Tomiwa Olonisakin
There are two ways providers of goods and services can respond to the near-apocalyptic economic conditions in which the country currently is. Well, there are three ways. First? Close shop. Hardly sensible. I doubt if businesses see this as an option until they just cannot go on.
One of the more sensible is to, as input/operational costs
soar, retain prices/implement marginal increases and lower the goods/services
quality. This, of course, sparks discontent. It just lacks the action-hero
energy that customarily attends upward price reviews. The makers of a famous
sausage brand, as operational costs keep rising, have kept reducing the size of
the product and, of course, the filling. They have kept the price or adjusted
it a little.
But customers are no mugs. They know that what they now are
getting as the product is an apparition; a shell of what it was. It’s shorter,
slimmer and has colouring where it used to have beef. Does the customer still
get the same value? Of course not. Is the brand still the hot number it was?
No.
The other is to adjust prices to be economic
situation-reflective and enough to maintain quality of goods/services. This,
naturally, gets most customers in an almighty fit. Only the wealthy are
indifferent to upward price reviews, treating them like water on a duck’s back.
The rest of us would weep, wail and moan like an immigrant facing deportation.
In the last few days, wailing, moaning and gnashing of teeth
are what we have done since pay television company, MultiChoice Nigeria,
announced new prices for its services effective 6 November. Even at the best of
times, MultiChoice’s price adjustments seem to rankle more than anyone else’s.
And these, definitely, are not the best of times, especially in view of the car
crash the economy is and the fact that this is the second tariff adjustment
exercise this year.
Since the announcement on Wednesday, social media platforms
have been tutting and frothing with indignation. Understandably. Price increase
is no picnic. Customary accusations of exploitation, monopoly, blunt refusal to
implement Pay Per View or Pay as You Go or pay as whatever have been dug up
(they are not buried deep, anyway) for use.
Not central to this piece, but worth mentioning is the fact
that StarTimes, another pay television provider, has increased prices the same
number of times as MultiChoice this year. It did in May and September. But for
reasons I cannot claim to know, it was not talked about at all. As stated
before, it is not central.
The Chinese-operated provider’s reasons for adjusting prices
for the second time this year were the same as the first time. It stated that
it was hiking prices to reflect economic realities, listing factors such as
inflation and Naira devaluation among others. MultiChoice had hung its price
adjustments in May on almost the same factors. What options are available to
MultiChoice or any other business for that matter, given the impact of
government economic reforms in the last five months?
According to the National Bureau of Statistics (NBS),
inflation in September rose for a ninth straight month from August’s 25.8% to
26.72%, the highest in two decades. On a year-on-year basis, the inflation rate
was 5.94% higher than when compared to the 20.77% in September of 2022. Food
inflation, the main component in the country’s inflation basket, rose to 30.64%
in September from 29.34% in August. This followed the removal of petrol
subsidies that tripled prices and allowed the Naira to depreciate more than
50%. Consumer prices have simply gone into the stratosphere.
Economic analysts are of the view that Naira depreciation,
higher energy and food prices as well as logistical costs, are some of the key
drivers of the country’s inflation. Businesses that heavily rely on foreign
exchange, as pay television does, have been directly impacted by the steep
slide in the value of the Naira. The costs of content acquisition and
satellite, including that of up-linking free-to-air (FTA) channels have
inevitably risen on account of the dire fortunes of the Naira against the Dollar.
What shield does MultiChoice have against these costs? None. It is the same way
every business within the same sector and outside of it is unprotected.
Those who run airlines, for example, keep adjusting prices.
As at last year, a one-hour flight cost N50,000. The price is nudging N100,000
now.
Three years ago, a litre of diesel cost N224. By the first
quarter of last year, it had jumped to N650 per litre, with the latest
devaluation of the Naira pushing its price to N1,200 per litre. The country’s
inflation has risen to double-digits since 2016, eroding incomes and savings of
individuals and businesses.
There is no bigger victim of the cost-of-living crisis
between the business and the consumer. MultiChoice, StarTimes and every other
business that has increased rates or prices are simply responding the way
businesses respond to prevailing macro and micro-economic conditions. Of
course, those who run them know they could suffer reduced patronage. The
alternative, not appealing, is to launch a subsidy regime. What business would
do that when even the government scrapped its subsidy of petrol? None.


§ TASK DIRECTIONS: Omit each picture as you copy the entries exactly.

=== Begin Enclosure ===

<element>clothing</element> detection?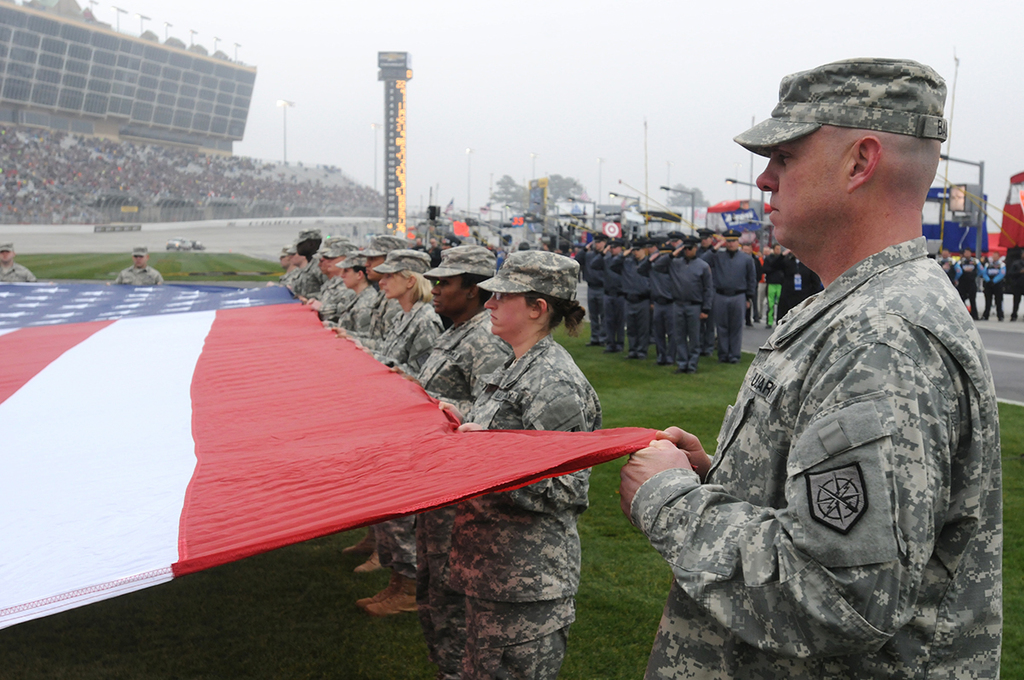
pyautogui.locateOnScreen(268, 261, 297, 288)
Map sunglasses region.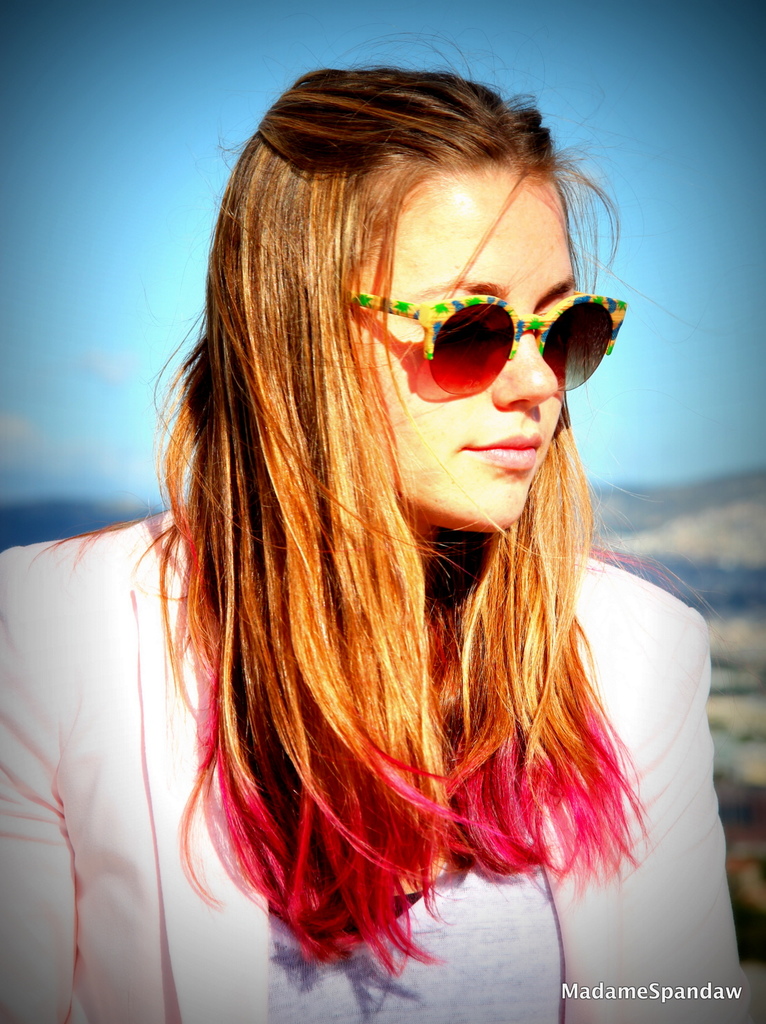
Mapped to [left=353, top=291, right=630, bottom=400].
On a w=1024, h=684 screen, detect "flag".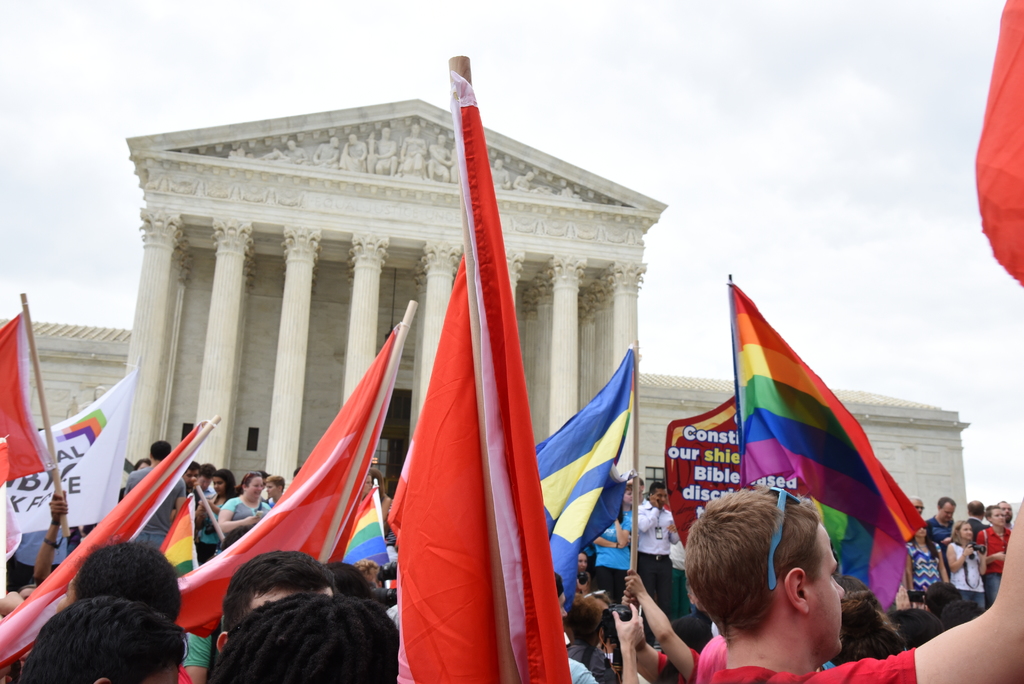
(1, 362, 137, 530).
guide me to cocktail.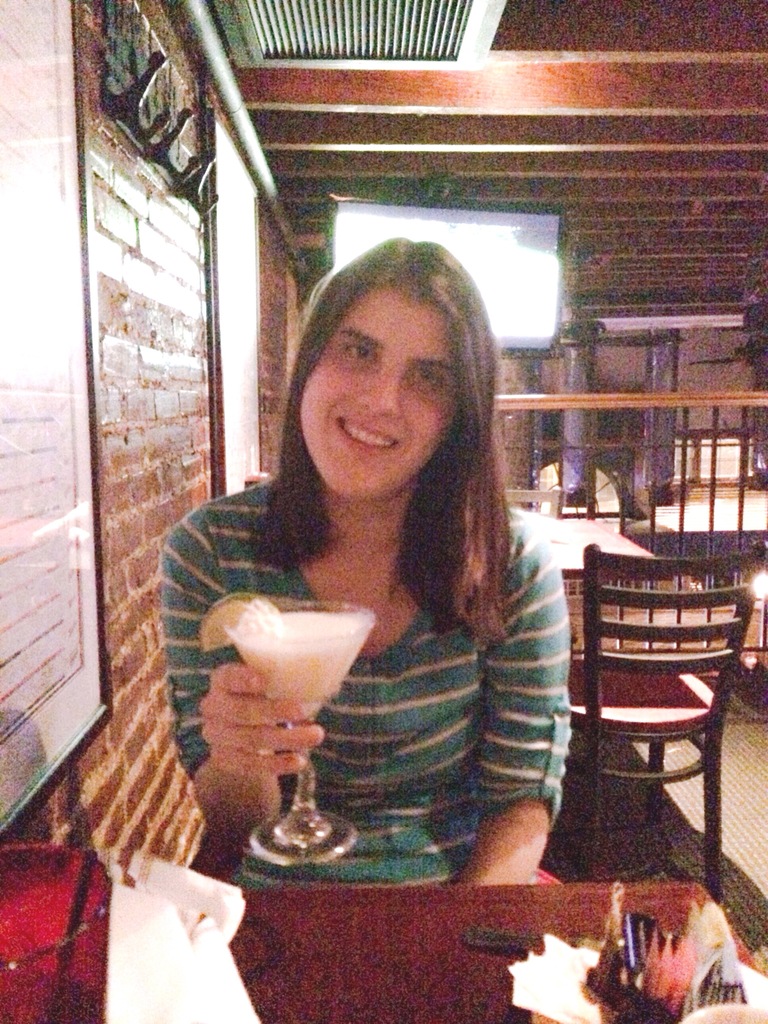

=== End Enclosure ===

§ FINAL ANSWER:
<element>clothing</element> detection?
pyautogui.locateOnScreen(268, 261, 297, 288)
Map sunglasses region.
Mapped to [left=353, top=291, right=630, bottom=400].
On a w=1024, h=684 screen, detect "flag".
(1, 362, 137, 530).
guide me to cocktail.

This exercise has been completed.